You see this all the time in the “hustle” world, especially with male influencers.
Guys like David Goggins talk about running ultra-marathons barefoot, refusing water, going to war with their body every day. And sure, there’s something powerful about mental toughness.
But pain for the sake of pain is not growth.
At some point, it’s just trauma.
I fell into this trap myself while preparing for my half-marathon. I overtrained. Ignored the signs. Pushed beyond reason. And it cost me six weeks of forced rest.
During the race, I pushed myself through the pain—but I did so knowing I was safe from long-term damage.
That’s the balance.
Push yourself. But recover.
Pain is a tool. Not a lifestyle.
This Also Applies to Love
This philosophy doesn’t just shape how we train or compete. It also shapes how we love.
I recently married Alessia, the love of my life. We have a beautiful, fulfilling relationship that I’m incredibly grateful for.

But let me be clear: That doesn’t mean it’s always been easy. What makes our relationship strong isn’t that we’ve avoided hardship.
It’s that we’ve gone through it—together.
We’ve had disagreements. We’ve had moments where we wanted very different things. She’s an extrovert. I’m an introvert. We have different needs, different emotional rhythms, and different ways of handling stress.
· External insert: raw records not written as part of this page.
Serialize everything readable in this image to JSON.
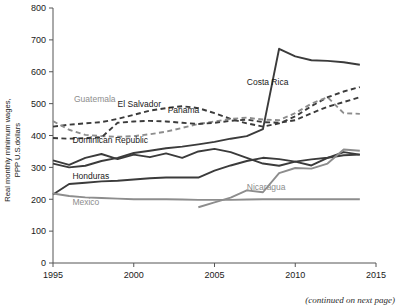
{
  "chart_data": {
    "type": "line",
    "title": "",
    "xlabel": "",
    "ylabel": "Real monthly minimum wages, PPP U.S.dollars",
    "xlim": [
      1995,
      2015
    ],
    "ylim": [
      0,
      800
    ],
    "xticks": [
      1995,
      2000,
      2005,
      2010,
      2015
    ],
    "yticks": [
      0,
      100,
      200,
      300,
      400,
      500,
      600,
      700,
      800
    ],
    "grid": false,
    "legend": "inline-labels",
    "annotation": "(continued on next page)",
    "series": [
      {
        "name": "Costa Rica",
        "style": "solid",
        "color": "#3b3b3b",
        "label_x": 2007.0,
        "label_y": 560,
        "x": [
          1995,
          1996,
          1997,
          1998,
          1999,
          2000,
          2001,
          2002,
          2003,
          2004,
          2005,
          2006,
          2007,
          2008,
          2009,
          2010,
          2011,
          2012,
          2013,
          2014
        ],
        "values": [
          312,
          300,
          305,
          320,
          330,
          345,
          352,
          360,
          365,
          372,
          380,
          390,
          398,
          420,
          672,
          648,
          636,
          634,
          630,
          622
        ]
      },
      {
        "name": "Panama",
        "style": "dashed",
        "color": "#3b3b3b",
        "label_x": 2002.1,
        "label_y": 470,
        "x": [
          1995,
          1996,
          1997,
          1998,
          1999,
          2000,
          2001,
          2002,
          2003,
          2004,
          2005,
          2006,
          2007,
          2008,
          2009,
          2010,
          2011,
          2012,
          2013,
          2014
        ],
        "values": [
          428,
          434,
          438,
          442,
          452,
          465,
          478,
          486,
          492,
          486,
          470,
          452,
          438,
          428,
          438,
          460,
          492,
          520,
          538,
          552
        ]
      },
      {
        "name": "Guatemala",
        "style": "dashed",
        "color": "#8d8d8d",
        "label_x": 1996.3,
        "label_y": 505,
        "x": [
          1995,
          1996,
          1997,
          1998,
          1999,
          2000,
          2001,
          2002,
          2003,
          2004,
          2005,
          2006,
          2007,
          2008,
          2009,
          2010,
          2011,
          2012,
          2013,
          2014
        ],
        "values": [
          445,
          418,
          402,
          398,
          396,
          398,
          404,
          412,
          424,
          436,
          444,
          452,
          456,
          450,
          448,
          470,
          500,
          520,
          470,
          468
        ]
      },
      {
        "name": "El Salvador",
        "style": "dashed",
        "color": "#3b3b3b",
        "label_x": 1999.0,
        "label_y": 490,
        "x": [
          1995,
          1996,
          1997,
          1998,
          1999,
          2000,
          2001,
          2002,
          2003,
          2004,
          2005,
          2006,
          2007,
          2008,
          2009,
          2010,
          2011,
          2012,
          2013,
          2014
        ],
        "values": [
          392,
          390,
          392,
          394,
          440,
          444,
          446,
          444,
          440,
          436,
          440,
          446,
          450,
          442,
          440,
          448,
          470,
          490,
          505,
          520
        ]
      },
      {
        "name": "Dominican Republic",
        "style": "solid",
        "color": "#3b3b3b",
        "label_x": 1996.2,
        "label_y": 378,
        "x": [
          1995,
          1996,
          1997,
          1998,
          1999,
          2000,
          2001,
          2002,
          2003,
          2004,
          2005,
          2006,
          2007,
          2008,
          2009,
          2010,
          2011,
          2012,
          2013,
          2014
        ],
        "values": [
          322,
          308,
          330,
          342,
          326,
          340,
          332,
          344,
          330,
          350,
          358,
          348,
          330,
          312,
          305,
          318,
          306,
          330,
          348,
          340
        ]
      },
      {
        "name": "Honduras",
        "style": "solid",
        "color": "#3b3b3b",
        "label_x": 1996.2,
        "label_y": 262,
        "x": [
          1995,
          1996,
          1997,
          1998,
          1999,
          2000,
          2001,
          2002,
          2003,
          2004,
          2005,
          2006,
          2007,
          2008,
          2009,
          2010,
          2011,
          2012,
          2013,
          2014
        ],
        "values": [
          215,
          248,
          252,
          256,
          258,
          262,
          266,
          268,
          268,
          268,
          290,
          306,
          320,
          330,
          326,
          318,
          325,
          330,
          338,
          340
        ]
      },
      {
        "name": "Nicaragua",
        "style": "solid",
        "color": "#8d8d8d",
        "label_x": 2007.0,
        "label_y": 228,
        "x": [
          2004,
          2005,
          2006,
          2007,
          2008,
          2009,
          2010,
          2011,
          2012,
          2013,
          2014
        ],
        "values": [
          175,
          190,
          205,
          228,
          222,
          282,
          298,
          296,
          312,
          356,
          352
        ]
      },
      {
        "name": "Mexico",
        "style": "solid",
        "color": "#8d8d8d",
        "label_x": 1996.2,
        "label_y": 182,
        "x": [
          1995,
          1996,
          1997,
          1998,
          1999,
          2000,
          2001,
          2002,
          2003,
          2004,
          2005,
          2006,
          2007,
          2008,
          2009,
          2010,
          2011,
          2012,
          2013,
          2014
        ],
        "values": [
          218,
          210,
          206,
          204,
          202,
          200,
          200,
          200,
          199,
          198,
          198,
          198,
          199,
          200,
          200,
          200,
          200,
          200,
          200,
          200
        ]
      }
    ]
  }
}
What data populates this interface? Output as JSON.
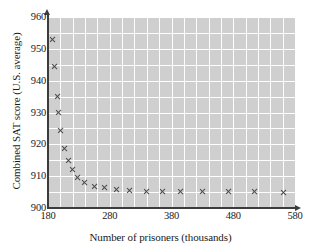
{
  "chart_data": {
    "type": "scatter",
    "title": "",
    "xlabel": "Number of prisoners (thousands)",
    "ylabel": "Combined SAT score (U.S. average)",
    "xlim": [
      180,
      580
    ],
    "ylim": [
      900,
      960
    ],
    "xticks": [
      180,
      280,
      380,
      480,
      580
    ],
    "yticks": [
      900,
      910,
      920,
      930,
      940,
      950,
      960
    ],
    "grid": true,
    "grid_x_step": 20,
    "grid_y_step": 5,
    "legend": "none",
    "marker": "x",
    "marker_color": "#4a4a4a",
    "plot_background": "#cfcfcf",
    "gridline_color": "#ffffff",
    "axis_color": "#3c3c3c",
    "series": [
      {
        "name": "SAT score vs prisoners",
        "points": [
          {
            "x": 187,
            "y": 953.0
          },
          {
            "x": 191,
            "y": 944.3
          },
          {
            "x": 195,
            "y": 935.0
          },
          {
            "x": 197,
            "y": 930.0
          },
          {
            "x": 200,
            "y": 924.5
          },
          {
            "x": 207,
            "y": 918.6
          },
          {
            "x": 213,
            "y": 915.0
          },
          {
            "x": 220,
            "y": 912.0
          },
          {
            "x": 228,
            "y": 909.7
          },
          {
            "x": 240,
            "y": 908.0
          },
          {
            "x": 255,
            "y": 906.8
          },
          {
            "x": 272,
            "y": 906.5
          },
          {
            "x": 292,
            "y": 905.7
          },
          {
            "x": 313,
            "y": 905.4
          },
          {
            "x": 340,
            "y": 905.3
          },
          {
            "x": 365,
            "y": 905.2
          },
          {
            "x": 395,
            "y": 905.3
          },
          {
            "x": 430,
            "y": 905.2
          },
          {
            "x": 473,
            "y": 905.1
          },
          {
            "x": 515,
            "y": 905.2
          },
          {
            "x": 562,
            "y": 905.0
          }
        ]
      }
    ]
  }
}
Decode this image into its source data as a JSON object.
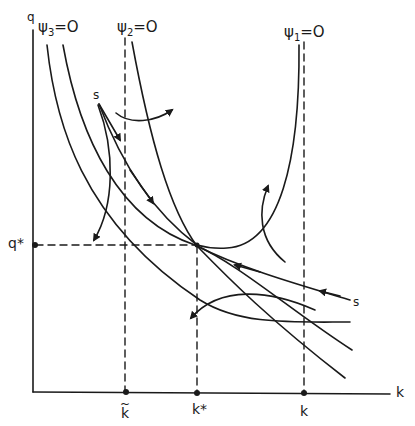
{
  "diagram": {
    "type": "phase-diagram",
    "axes": {
      "y_label": "q",
      "x_label": "k",
      "origin_px": [
        33,
        392
      ]
    },
    "isoclines": [
      {
        "id": "psi3",
        "label_symbol": "ψ",
        "label_sub": "3",
        "label_eq": "=O"
      },
      {
        "id": "psi2",
        "label_symbol": "ψ",
        "label_sub": "2",
        "label_eq": "=O"
      },
      {
        "id": "psi1",
        "label_symbol": "ψ",
        "label_sub": "1",
        "label_eq": "=O"
      }
    ],
    "x_ticks": [
      {
        "id": "k-tilde",
        "label": "k",
        "accent": "~"
      },
      {
        "id": "k-star",
        "label": "k*"
      },
      {
        "id": "k-bar",
        "label": "k"
      }
    ],
    "y_ticks": [
      {
        "id": "q-star",
        "label": "q*"
      }
    ],
    "saddle_path_label": "s",
    "steady_state": {
      "k": "k*",
      "q": "q*"
    },
    "colors": {
      "ink": "#1a1a1a",
      "background": "#ffffff"
    }
  }
}
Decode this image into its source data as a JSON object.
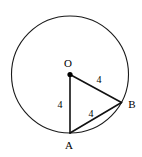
{
  "figure": {
    "background_color": "#ffffff",
    "stroke_color": "#111111",
    "circle_stroke_color": "#1a1a1a",
    "width": 142,
    "height": 157,
    "circle": {
      "center_x": 70,
      "center_y": 74.5,
      "radius": 58.5
    },
    "points": [
      {
        "id": "O",
        "label": "O",
        "x": 70,
        "y": 74.5,
        "label_x": 68,
        "label_y": 67,
        "has_dot": true
      },
      {
        "id": "A",
        "label": "A",
        "x": 70,
        "y": 133,
        "label_x": 69,
        "label_y": 149,
        "has_dot": false
      },
      {
        "id": "B",
        "label": "B",
        "x": 121.5,
        "y": 102.5,
        "label_x": 132,
        "label_y": 108,
        "has_dot": false
      }
    ],
    "segments": [
      {
        "id": "OA",
        "from": "O",
        "to": "A",
        "length_label": "4",
        "label_x": 60,
        "label_y": 108
      },
      {
        "id": "OB",
        "from": "O",
        "to": "B",
        "length_label": "4",
        "label_x": 99,
        "label_y": 83
      },
      {
        "id": "AB",
        "from": "A",
        "to": "B",
        "length_label": "4",
        "label_x": 91,
        "label_y": 117
      }
    ]
  }
}
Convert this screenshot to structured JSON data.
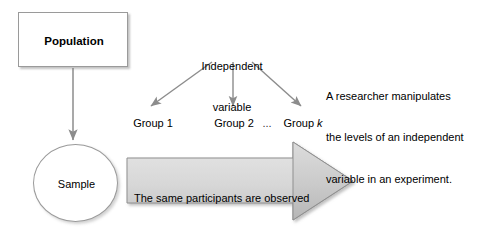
{
  "diagram": {
    "population": {
      "label": "Population",
      "shape": "rectangle"
    },
    "sample": {
      "label": "Sample",
      "shape": "ellipse"
    },
    "independent_variable": {
      "line1": "Independent",
      "line2": "variable"
    },
    "groups": {
      "group1": "Group 1",
      "group2": "Group 2",
      "ellipsis": "...",
      "group_k_prefix": "Group ",
      "group_k_symbol": "k"
    },
    "researcher_note": {
      "line1": "A researcher manipulates",
      "line2": "the levels of an independent",
      "line3": "variable in an experiment."
    },
    "banner": {
      "line1": "The same participants are observed",
      "line2": "in each group."
    },
    "colors": {
      "background": "#ffffff",
      "text": "#000000",
      "shape_border": "#9a9a9a",
      "arrow_stroke": "#8c8c8c",
      "banner_body_fill": "#d7d7d7",
      "banner_head_fill": "#c6c6c6",
      "banner_border": "#8f8f8f"
    }
  }
}
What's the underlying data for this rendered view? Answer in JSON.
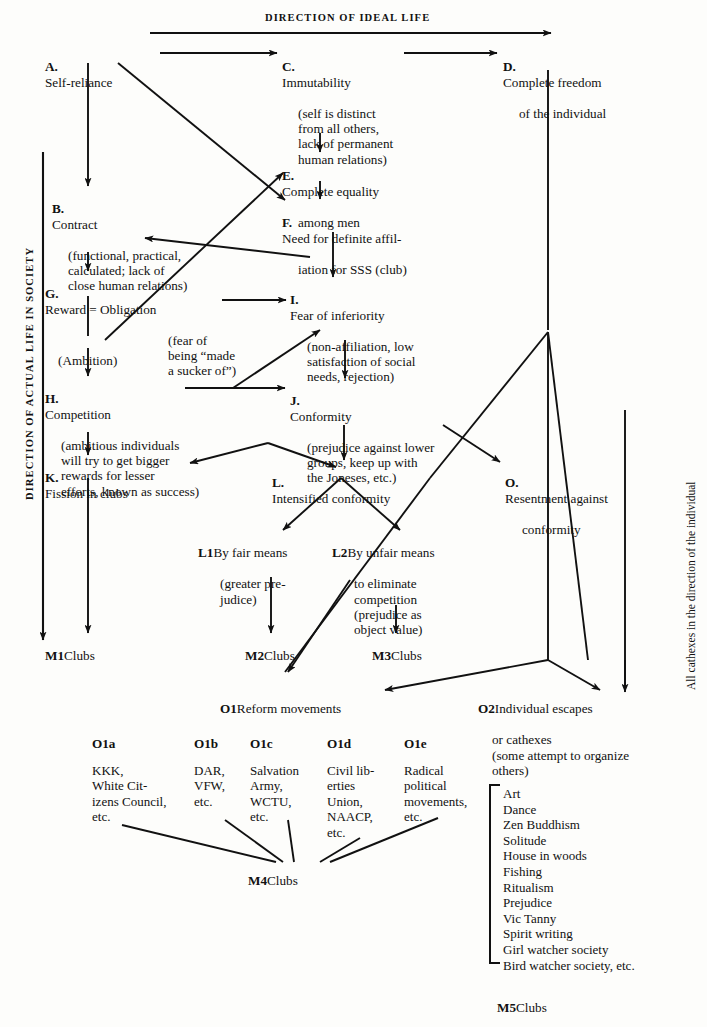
{
  "axes": {
    "top": "DIRECTION OF IDEAL LIFE",
    "left": "DIRECTION OF ACTUAL LIFE IN SOCIETY",
    "right": "All cathexes in the direction of the individual"
  },
  "nodes": {
    "A": {
      "label": "A.",
      "title": "Self-reliance",
      "detail": ""
    },
    "C": {
      "label": "C.",
      "title": "Immutability",
      "detail": "(self is distinct\nfrom all others,\nlack of permanent\nhuman relations)"
    },
    "D": {
      "label": "D.",
      "title": "Complete freedom",
      "detail": "of the individual"
    },
    "E": {
      "label": "E.",
      "title": "Complete equality",
      "detail": "among men"
    },
    "F": {
      "label": "F.",
      "title": "Need for definite affil-",
      "detail": "iation for SSS (club)"
    },
    "B": {
      "label": "B.",
      "title": "Contract",
      "detail": "(functional, practical,\ncalculated; lack of\nclose human relations)"
    },
    "G": {
      "label": "G.",
      "title": "Reward  =  Obligation",
      "detail": "(fear of\nbeing “made\na sucker of”)"
    },
    "G_sub": {
      "title": "(Ambition)"
    },
    "H": {
      "label": "H.",
      "title": "Competition",
      "detail": "(ambitious individuals\nwill try to get bigger\nrewards for lesser\nefforts, known as success)"
    },
    "I": {
      "label": "I.",
      "title": "Fear of inferiority",
      "detail": "(non-affiliation, low\nsatisfaction of social\nneeds, rejection)"
    },
    "J": {
      "label": "J.",
      "title": "Conformity",
      "detail": "(prejudice against lower\ngroups, keep up with\nthe Joneses, etc.)"
    },
    "K": {
      "label": "K.",
      "title": "Fission in clubs",
      "detail": ""
    },
    "L": {
      "label": "L.",
      "title": "Intensified conformity",
      "detail": ""
    },
    "O": {
      "label": "O.",
      "title": "Resentment against",
      "detail": "conformity"
    },
    "L1": {
      "label": "L1",
      "title": "By fair means",
      "detail": "(greater pre-\njudice)"
    },
    "L2": {
      "label": "L2",
      "title": "By unfair means",
      "detail": "to eliminate\ncompetition\n(prejudice as\nobject value)"
    },
    "M1": {
      "label": "M1",
      "title": "Clubs"
    },
    "M2": {
      "label": "M2",
      "title": "Clubs"
    },
    "M3": {
      "label": "M3",
      "title": "Clubs"
    },
    "M4": {
      "label": "M4",
      "title": "Clubs"
    },
    "M5": {
      "label": "M5",
      "title": "Clubs"
    },
    "O1": {
      "label": "O1",
      "title": "Reform movements"
    },
    "O2": {
      "label": "O2",
      "title": "Individual escapes",
      "detail": "or cathexes\n(some attempt to organize\nothers)"
    }
  },
  "reform_columns": [
    {
      "code": "O1a",
      "items": "KKK,\nWhite Cit-\nizens Council,\netc."
    },
    {
      "code": "O1b",
      "items": "DAR,\nVFW,\netc."
    },
    {
      "code": "O1c",
      "items": "Salvation\nArmy,\nWCTU,\netc."
    },
    {
      "code": "O1d",
      "items": "Civil lib-\nerties\nUnion,\nNAACP,\netc."
    },
    {
      "code": "O1e",
      "items": "Radical\npolitical\nmovements,\netc."
    }
  ],
  "escape_list": "Art\nDance\nZen Buddhism\nSolitude\nHouse in woods\nFishing\nRitualism\nPrejudice\nVic Tanny\nSpirit writing\nGirl watcher society\nBird watcher society, etc.",
  "colors": {
    "ink": "#111111",
    "paper": "#fdfdfb"
  }
}
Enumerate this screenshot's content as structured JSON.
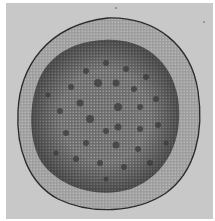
{
  "image": {
    "subject": "stem cross-section micrograph",
    "background_color": "#c8c8c8",
    "border_color": "#ffffff",
    "cortex_color": "#a9a9a9",
    "stele_color": "#6f6f6f",
    "bundle_color": "#3a3a3a",
    "epidermis_color": "#2a2a2a"
  }
}
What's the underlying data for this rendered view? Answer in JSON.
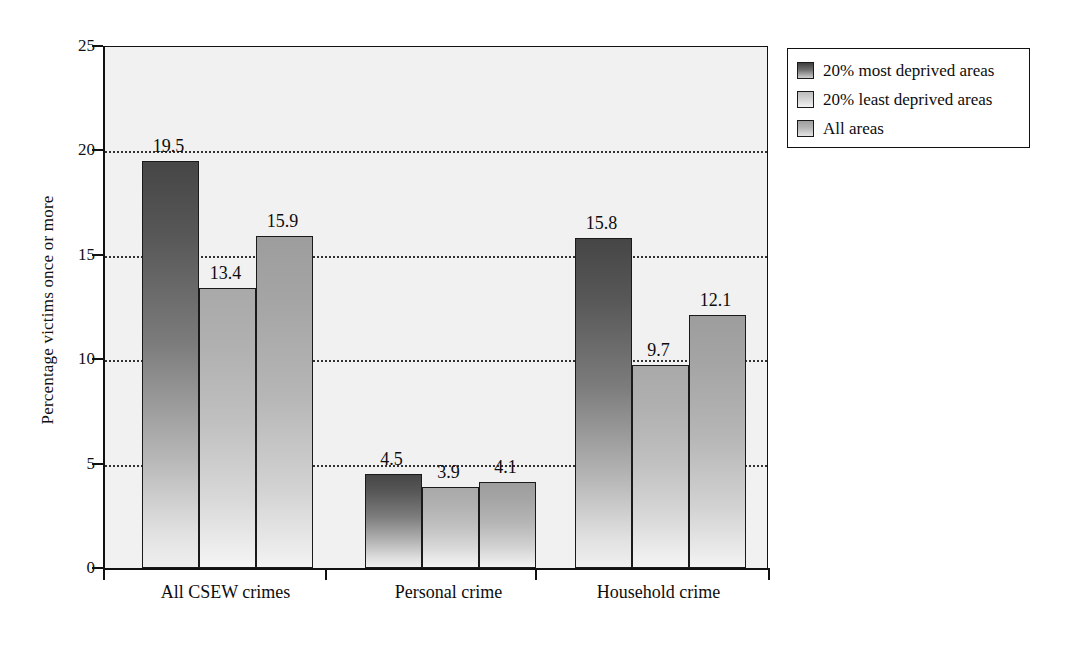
{
  "chart_data": {
    "type": "bar",
    "title": "",
    "xlabel": "",
    "ylabel": "Percentage victims once or more",
    "ylim": [
      0,
      25
    ],
    "yticks": [
      "0",
      "5",
      "10",
      "15",
      "20",
      "25"
    ],
    "ytick_values": [
      0,
      5,
      10,
      15,
      20,
      25
    ],
    "gridlines": [
      5,
      10,
      15,
      20
    ],
    "grid": true,
    "legend_position": "top-right",
    "categories": [
      "All CSEW crimes",
      "Personal crime",
      "Household crime"
    ],
    "series": [
      {
        "name": "20% most deprived areas",
        "color": "#464646",
        "values": [
          19.5,
          4.5,
          15.8
        ],
        "labels": [
          "19.5",
          "4.5",
          "15.8"
        ]
      },
      {
        "name": "20% least deprived areas",
        "color": "#a9a9a9",
        "values": [
          13.4,
          3.9,
          9.7
        ],
        "labels": [
          "13.4",
          "3.9",
          "9.7"
        ]
      },
      {
        "name": "All areas",
        "color": "#9d9d9d",
        "values": [
          15.9,
          4.1,
          12.1
        ],
        "labels": [
          "15.9",
          "4.1",
          "12.1"
        ]
      }
    ]
  }
}
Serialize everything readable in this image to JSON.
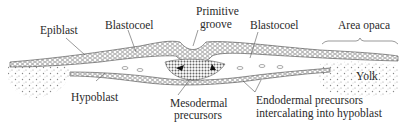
{
  "diagram": {
    "labels": {
      "epiblast": "Epiblast",
      "blastocoel_left": "Blastocoel",
      "primitive_groove_1": "Primitive",
      "primitive_groove_2": "groove",
      "blastocoel_right": "Blastocoel",
      "area_opaca": "Area opaca",
      "hypoblast": "Hypoblast",
      "yolk": "Yolk",
      "mesodermal_1": "Mesodermal",
      "mesodermal_2": "precursors",
      "endodermal_1": "Endodermal precursors",
      "endodermal_2": "intercalating into hypoblast"
    },
    "colors": {
      "ink": "#2a2a2a",
      "background": "#ffffff"
    }
  }
}
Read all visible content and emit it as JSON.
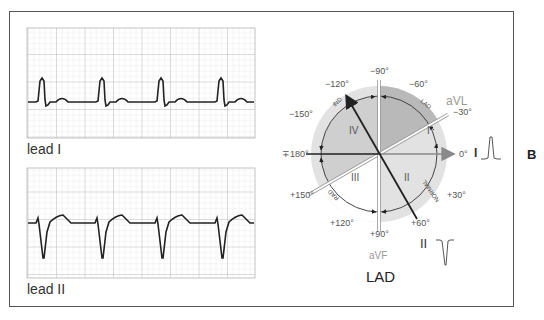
{
  "figure": {
    "panel_letter": "B",
    "caption": "LAD"
  },
  "ecg": {
    "strips": [
      {
        "label": "lead I",
        "morphology": "upright QRS, small T wave"
      },
      {
        "label": "lead II",
        "morphology": "deep negative QRS (rS), upsloping ST/T"
      }
    ],
    "grid_color": "#c8c8c8",
    "trace_color": "#222222"
  },
  "hexaxial": {
    "angles": {
      "m90": "−90°",
      "m120": "−120°",
      "m60": "−60°",
      "m150": "−150°",
      "m30": "−30°",
      "p180": "∓180°",
      "zero": "0°",
      "p150": "+150°",
      "p30": "+30°",
      "p120": "+120°",
      "p60": "+60°",
      "p90": "+90°"
    },
    "leads": {
      "aVL": "aVL",
      "aVF": "aVF",
      "I": "I",
      "II": "II"
    },
    "quadrants": {
      "q1": "I",
      "q2": "II",
      "q3": "III",
      "q4": "IV"
    },
    "arc_labels": {
      "ind": "IND",
      "lad": "LAD",
      "rad": "RAD",
      "normal": "NORMAL"
    },
    "colors": {
      "disk": "#e2e2e2",
      "quadrant_I": "#b9b9b9",
      "quadrant_IV": "#cfcfcf",
      "quadrant_III": "#ffffff",
      "axis_dark": "#222222",
      "axis_gray": "#8a8a8a",
      "lead_label_gray": "#9a9a9a"
    }
  }
}
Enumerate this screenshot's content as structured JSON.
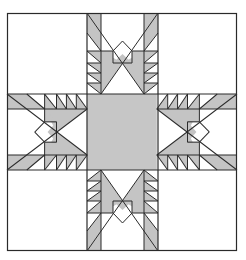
{
  "image": {
    "description": "Feathered star quilt block line drawing",
    "width": 246,
    "height": 260
  },
  "block": {
    "left": 7,
    "top": 13,
    "right": 237,
    "bottom": 251,
    "grid_x": [
      7,
      87,
      158,
      237
    ],
    "grid_y": [
      13,
      94,
      170,
      251
    ]
  },
  "colors": {
    "background": "#ffffff",
    "shade": "#c4c4c4",
    "line": "#2a2a2a",
    "center": "#c6c6c6"
  },
  "units": [
    "top-point",
    "right-point",
    "bottom-point",
    "left-point"
  ]
}
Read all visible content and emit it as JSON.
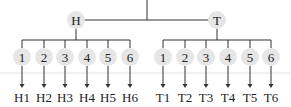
{
  "diagram": {
    "root": {
      "children": [
        {
          "label": "H",
          "children": [
            "1",
            "2",
            "3",
            "4",
            "5",
            "6"
          ],
          "outcomes": [
            "H1",
            "H2",
            "H3",
            "H4",
            "H5",
            "H6"
          ]
        },
        {
          "label": "T",
          "children": [
            "1",
            "2",
            "3",
            "4",
            "5",
            "6"
          ],
          "outcomes": [
            "T1",
            "T2",
            "T3",
            "T4",
            "T5",
            "T6"
          ]
        }
      ]
    },
    "colors": {
      "node_fill": "#e6e6e6",
      "line": "#333333",
      "text": "#222222"
    }
  }
}
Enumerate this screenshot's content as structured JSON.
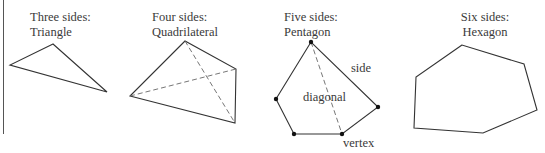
{
  "figure": {
    "panels": [
      {
        "id": "triangle",
        "line1": "Three sides:",
        "line2": "Triangle",
        "sides": 3
      },
      {
        "id": "quadrilateral",
        "line1": "Four sides:",
        "line2": "Quadrilateral",
        "sides": 4
      },
      {
        "id": "pentagon",
        "line1": "Five sides:",
        "line2": "Pentagon",
        "sides": 5
      },
      {
        "id": "hexagon",
        "line1": "Six sides:",
        "line2": "Hexagon",
        "sides": 6
      }
    ],
    "annotations": {
      "side": "side",
      "diagonal": "diagonal",
      "vertex": "vertex"
    },
    "colors": {
      "stroke": "#333333",
      "dashed": "#666666",
      "vertex_dot": "#111111"
    }
  }
}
But when things got difficult, we didn’t walk away. We talked. We faced the discomfort. We had honest, sometimes painful conversations. And because of that, we grew closer—not despite the hard moments, but because of them.
So many people I speak to are waiting for a perfect relationship that never has any problems.
And when the first real challenge arises, they panic—and let go of something that could have become truly meaningful. But love isn’t about perfection.
It’s about willingness—to face things, to learn, to keep showing up.
Now, Alessia and I both know:
“If we could get through that, we’ll get through the next thing too.”
That confidence comes from the same place as it does in chess or life: Not from avoiding difficulty, but from growing through it.
What the Best in the World Do Differently
If there’s one thing I’ve learned, it’s this:
The biggest difference between high achievers and those who stay stuck isn’t whether they face hardship. It’s how they respond to it.
After Biel, I took time off. I even considered quitting, but I didn’t. That’s what made all the difference in the long run.
And that’s what experienced athletes do.
They don’t pretend pain doesn’t exist. They don’t let it crush them either.
Think of Olympic athletes. They might miss a medal by a fraction of a second in one event. And just two days later, they’re back competing—and winning.
That’s the difference. They bounce back. Quickly. Because they’ve trained that muscle. Over and over.
They trust themselves.
And that’s what you need to train too.
Final Thoughts
If you’re improving at something meaningful—chess, business, love, life—pain will find you.
Sometimes it’s physical. Sometimes emotional. Sometimes mental.
The goal isn’t to escape it. The goal is to be ready when it comes.
So:
- Stop chasing perfection.
- Stop avoiding mistakes.
- And stop believing that others have it easy.
Instead…
- Train your self-trust.
- Do hard things, on purpose.
- Recover with intention.
- And come back. Always come back.
Because the real difference between those who grow and those who stay stuck isn’t how many times they fall.
It’s how many times they come back—smarter, stronger, and still moving forward.